Monday, January 08, 2007

Cleverer than me

The descriptions activity that I used with my Tuesday classes was so successful that I used it at another university as well. In fact I didn't even use the original worksheet, which wasn't all that good. I used the homework the students from the first university had given me, which I'd typed up and made into a sort of game. It worked just as well at the second university as it did at the first, and with one particularly good class (of law students, who are wonderfully keen), I assigned homework as well. I asked them to write seven new descriptions like the ones they'd used in the game. If they did a good job, I said, I'd type them up and they could use them to play the game again in the last class of semester in January.

They responded with their usual enthusiasm, and in the last class of December I collected the homework. The majority of the students had done a great job, so yesterday I typed them up, ready to use in the last class. I can fit about 14 - 15 on a page, and since I want each page to have the same number I decided on 14, which left me three descriptions short of nine pages.

I decided to add three of my own devising.

I don't know whether having a cold has made me stupid, but I had to think REALLY HARD to come up with just one that my students hadn't already thought of, and it wasn't a very good one. I decided to ask The Man for help. I read him some examples, so he would know what I was after. They have to be simple descriptions of nouns or verbs, but not too simple. We knew what sort of level we were aiming for. I had 123 examples.

We sat for a while in silence, thinking and frowning deeply.

Eventually I started laughing.

"I can't believe I asked my students to do seven of these!" I said. "Did I think it was easy?"

The next time I start moaning and grousing about my students, remind me of this. It is entirely possible that they are, in fact, cleverer than me, particularly the girl who wrote her seven then scribbled a note in parentheses that said, Sorry, I can't stop! - and then wrote five more. (Why did she think she needed to apologize?)

She is definitely cleverer than me.

Here are the three we eventually came up with:

1. This is what you do when you think of something that happened in the past.
2. This is a day when you do not have to go to work or school.
3. This is the word for air that is moving fast.

The answers are all one word.

I know they seem simple, but try doing them in another language, as a listening rather than a reading exercise, in a game where the first person to get the right answer gets the point. It is a really fun way to practice listening for meaning, and to discourage translating, plus it teaches the students how to describe something they do not have the word for. I recommend it for anybody teaching lower level students.

But I also recommend that you get the students to write the descriptions themselves. Doing it yourself is far too difficult.

3 comments:

Cheryl said...

:-)

Anonymous said...

Actually, from personal experience I think these things may be harder in your own language because you haven't had to construct descriptions like this since you were a kid. In a foreign language you end up doing it all the time.

When I lived in Germany I got talking to a friend (also from NZ, also living in Germany) about this. She told me an anecdote about when she was working in a branch office of her German employers in Australia for a few weeks. One day she needed a new bottle of twink (white-out for non-NZers) from the storeroom. The person in charge of the storeroom asked her what she was looking for, and like all Aussies :) didn't know what "twink" was. And my friend found she literally could not describe it to her. Every time she opened her mouth to do so, she found herself formulating a description in German. Because she was so used to describing things she didn't know the name of in German that this had become her default language for this task.

I'm not sure that this story has a moral. But it made me smile all the same.

Artistic Soul said...

That is a very clever game! I think I agree with StyleyGeek - it's hard for you because you do that internal translating on this level without thinking, so you probably thought of words that were too difficult for basic, every day conversation. At least, that's probably what I would do if I had this assignment! lol.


_WORK ITEM_.
Report all lines below with the word "Property".

_ENTRIES SHOWN_.
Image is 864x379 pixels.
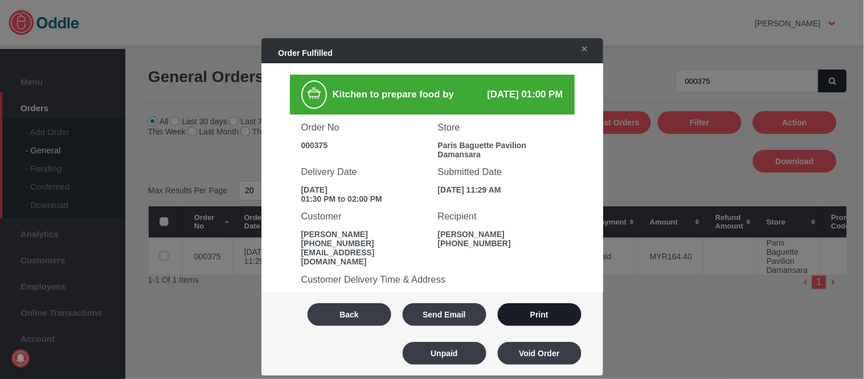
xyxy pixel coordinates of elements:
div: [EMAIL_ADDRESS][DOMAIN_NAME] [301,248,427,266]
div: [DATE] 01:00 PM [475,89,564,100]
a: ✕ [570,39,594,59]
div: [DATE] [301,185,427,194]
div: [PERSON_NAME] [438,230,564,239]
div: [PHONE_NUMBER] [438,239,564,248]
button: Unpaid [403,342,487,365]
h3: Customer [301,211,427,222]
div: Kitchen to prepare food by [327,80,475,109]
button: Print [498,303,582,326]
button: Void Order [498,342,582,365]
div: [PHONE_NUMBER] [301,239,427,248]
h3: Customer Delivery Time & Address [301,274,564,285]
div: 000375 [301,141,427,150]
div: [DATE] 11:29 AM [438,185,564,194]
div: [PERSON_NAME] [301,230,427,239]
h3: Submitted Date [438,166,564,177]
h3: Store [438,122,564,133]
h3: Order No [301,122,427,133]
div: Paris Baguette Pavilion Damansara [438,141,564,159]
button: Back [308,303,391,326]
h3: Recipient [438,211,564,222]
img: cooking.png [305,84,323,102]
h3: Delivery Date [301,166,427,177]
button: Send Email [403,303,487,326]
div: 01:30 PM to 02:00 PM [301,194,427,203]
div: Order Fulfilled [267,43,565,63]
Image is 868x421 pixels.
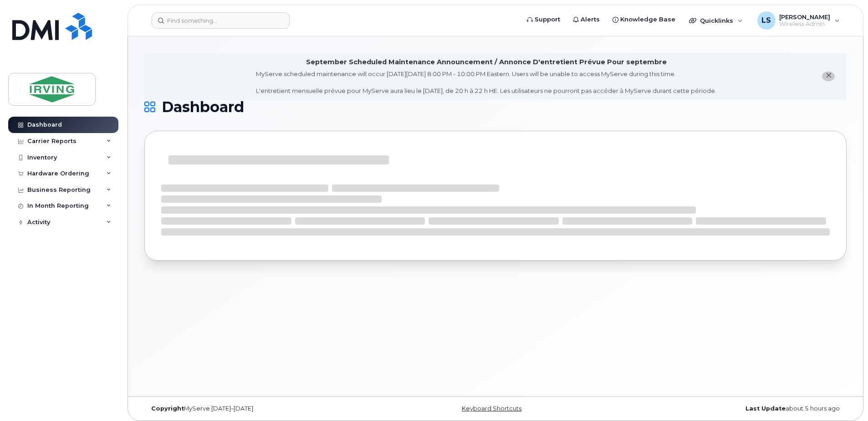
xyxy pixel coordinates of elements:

==

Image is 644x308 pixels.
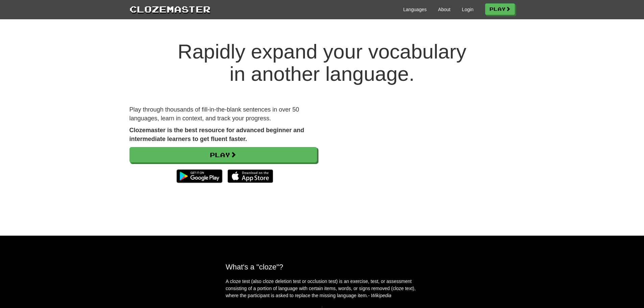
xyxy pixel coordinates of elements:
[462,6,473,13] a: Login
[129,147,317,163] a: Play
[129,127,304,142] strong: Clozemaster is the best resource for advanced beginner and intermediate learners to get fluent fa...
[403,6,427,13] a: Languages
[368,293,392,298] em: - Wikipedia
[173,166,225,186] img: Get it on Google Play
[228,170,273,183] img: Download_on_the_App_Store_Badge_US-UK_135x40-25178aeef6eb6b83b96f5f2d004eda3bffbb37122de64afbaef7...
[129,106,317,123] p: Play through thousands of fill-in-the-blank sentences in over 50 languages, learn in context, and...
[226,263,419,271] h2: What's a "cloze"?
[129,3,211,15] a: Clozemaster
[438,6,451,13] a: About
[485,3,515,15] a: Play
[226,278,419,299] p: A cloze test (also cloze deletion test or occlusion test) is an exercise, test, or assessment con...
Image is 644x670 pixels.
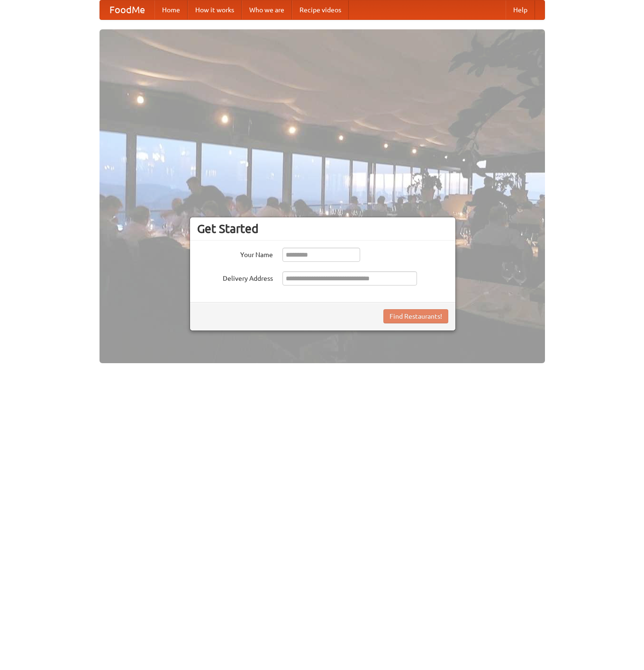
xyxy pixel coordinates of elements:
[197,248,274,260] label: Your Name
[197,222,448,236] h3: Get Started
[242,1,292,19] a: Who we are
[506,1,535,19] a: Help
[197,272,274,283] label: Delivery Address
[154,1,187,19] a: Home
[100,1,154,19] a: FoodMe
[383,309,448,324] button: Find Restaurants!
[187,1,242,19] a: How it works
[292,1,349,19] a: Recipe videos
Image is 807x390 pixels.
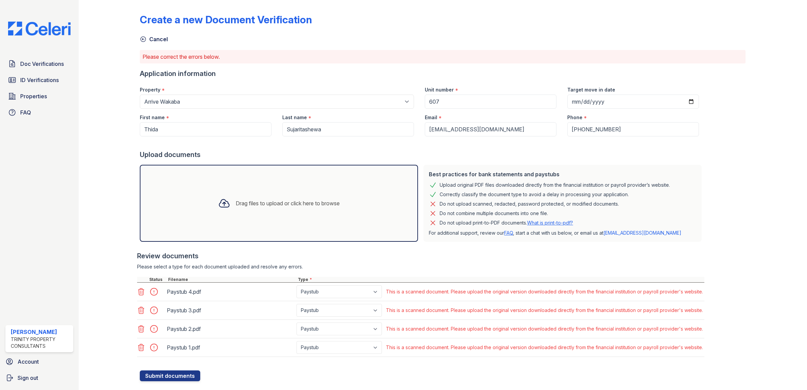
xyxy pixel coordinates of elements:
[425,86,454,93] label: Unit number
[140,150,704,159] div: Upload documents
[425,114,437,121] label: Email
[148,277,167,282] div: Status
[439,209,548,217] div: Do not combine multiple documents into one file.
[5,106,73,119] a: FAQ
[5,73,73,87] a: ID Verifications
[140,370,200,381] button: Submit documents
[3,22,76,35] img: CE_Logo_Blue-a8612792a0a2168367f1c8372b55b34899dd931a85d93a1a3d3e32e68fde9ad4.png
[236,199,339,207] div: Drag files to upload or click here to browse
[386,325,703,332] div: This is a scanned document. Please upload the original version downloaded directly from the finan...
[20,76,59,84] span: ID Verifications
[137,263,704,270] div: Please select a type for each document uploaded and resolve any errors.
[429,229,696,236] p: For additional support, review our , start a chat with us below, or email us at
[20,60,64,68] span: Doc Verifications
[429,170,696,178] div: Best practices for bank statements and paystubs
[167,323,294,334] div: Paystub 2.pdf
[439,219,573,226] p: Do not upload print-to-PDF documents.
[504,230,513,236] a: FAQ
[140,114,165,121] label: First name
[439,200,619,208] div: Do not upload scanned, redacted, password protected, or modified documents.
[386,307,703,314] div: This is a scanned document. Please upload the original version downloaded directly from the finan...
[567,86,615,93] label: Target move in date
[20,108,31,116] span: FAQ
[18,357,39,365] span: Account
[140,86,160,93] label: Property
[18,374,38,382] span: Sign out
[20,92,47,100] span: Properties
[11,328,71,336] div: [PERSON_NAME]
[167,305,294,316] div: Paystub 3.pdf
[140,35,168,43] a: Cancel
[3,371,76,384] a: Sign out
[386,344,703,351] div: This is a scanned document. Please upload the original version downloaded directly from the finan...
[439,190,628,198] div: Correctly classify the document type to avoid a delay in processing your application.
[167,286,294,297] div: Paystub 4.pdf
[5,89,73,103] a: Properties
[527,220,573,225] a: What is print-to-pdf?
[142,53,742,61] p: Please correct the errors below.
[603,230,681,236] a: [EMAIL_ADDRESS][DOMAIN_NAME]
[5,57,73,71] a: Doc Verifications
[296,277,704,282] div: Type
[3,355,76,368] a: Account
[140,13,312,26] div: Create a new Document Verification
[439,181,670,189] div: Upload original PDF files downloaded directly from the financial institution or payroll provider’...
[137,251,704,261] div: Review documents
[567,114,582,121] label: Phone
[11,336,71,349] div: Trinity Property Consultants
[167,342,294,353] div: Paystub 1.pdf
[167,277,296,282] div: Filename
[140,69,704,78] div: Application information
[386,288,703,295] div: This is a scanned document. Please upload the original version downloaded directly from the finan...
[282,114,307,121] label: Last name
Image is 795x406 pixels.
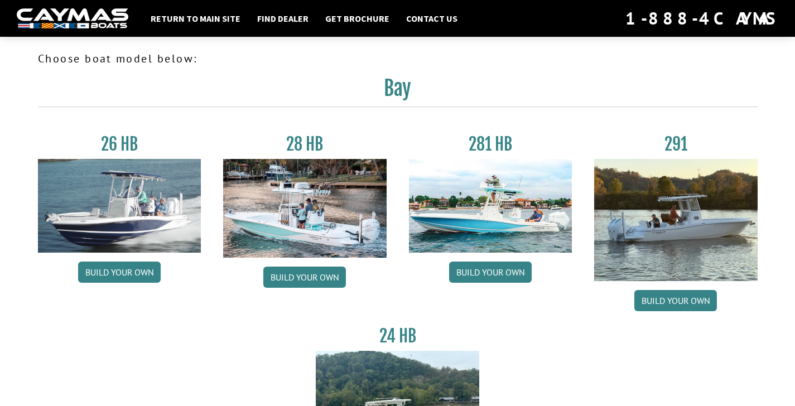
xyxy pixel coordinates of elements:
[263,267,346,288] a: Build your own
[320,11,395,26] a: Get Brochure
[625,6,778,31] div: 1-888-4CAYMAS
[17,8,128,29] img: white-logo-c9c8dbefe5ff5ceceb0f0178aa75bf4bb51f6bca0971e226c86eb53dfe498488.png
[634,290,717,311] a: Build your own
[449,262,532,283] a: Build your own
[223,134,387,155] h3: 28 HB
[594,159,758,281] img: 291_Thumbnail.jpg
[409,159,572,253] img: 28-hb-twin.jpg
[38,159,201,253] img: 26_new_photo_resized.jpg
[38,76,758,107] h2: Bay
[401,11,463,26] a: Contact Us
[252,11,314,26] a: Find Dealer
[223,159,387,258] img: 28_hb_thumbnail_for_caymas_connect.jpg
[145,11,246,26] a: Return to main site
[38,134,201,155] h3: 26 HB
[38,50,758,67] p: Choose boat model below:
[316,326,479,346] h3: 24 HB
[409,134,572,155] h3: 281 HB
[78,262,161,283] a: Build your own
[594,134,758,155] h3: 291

--

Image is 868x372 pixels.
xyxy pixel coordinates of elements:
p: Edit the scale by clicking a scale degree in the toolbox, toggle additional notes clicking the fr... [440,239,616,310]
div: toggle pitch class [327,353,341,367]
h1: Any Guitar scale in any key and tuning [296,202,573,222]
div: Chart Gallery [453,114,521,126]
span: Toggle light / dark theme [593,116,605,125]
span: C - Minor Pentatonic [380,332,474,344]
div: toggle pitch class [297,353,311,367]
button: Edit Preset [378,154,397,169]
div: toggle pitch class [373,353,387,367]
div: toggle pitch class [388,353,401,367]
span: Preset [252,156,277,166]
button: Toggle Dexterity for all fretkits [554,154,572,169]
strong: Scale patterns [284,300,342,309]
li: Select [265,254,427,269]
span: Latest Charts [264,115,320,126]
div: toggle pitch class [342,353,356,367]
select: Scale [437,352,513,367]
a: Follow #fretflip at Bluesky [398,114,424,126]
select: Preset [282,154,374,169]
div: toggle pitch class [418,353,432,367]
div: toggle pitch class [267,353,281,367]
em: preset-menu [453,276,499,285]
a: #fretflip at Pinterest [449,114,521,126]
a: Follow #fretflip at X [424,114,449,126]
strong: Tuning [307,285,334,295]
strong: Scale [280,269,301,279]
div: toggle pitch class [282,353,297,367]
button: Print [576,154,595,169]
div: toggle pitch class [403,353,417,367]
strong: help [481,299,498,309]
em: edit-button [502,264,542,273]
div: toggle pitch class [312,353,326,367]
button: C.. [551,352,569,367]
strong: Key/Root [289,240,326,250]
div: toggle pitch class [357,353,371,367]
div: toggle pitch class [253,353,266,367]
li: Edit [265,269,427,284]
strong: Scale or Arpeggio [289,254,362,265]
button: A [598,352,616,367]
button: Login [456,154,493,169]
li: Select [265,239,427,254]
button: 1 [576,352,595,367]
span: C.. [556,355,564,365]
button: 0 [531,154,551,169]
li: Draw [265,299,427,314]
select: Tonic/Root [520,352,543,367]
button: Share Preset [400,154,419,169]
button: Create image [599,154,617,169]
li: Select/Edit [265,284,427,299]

_REPLY_.
[140,86,160,93] label: Property
[11,336,71,349] div: Trinity Property Consultants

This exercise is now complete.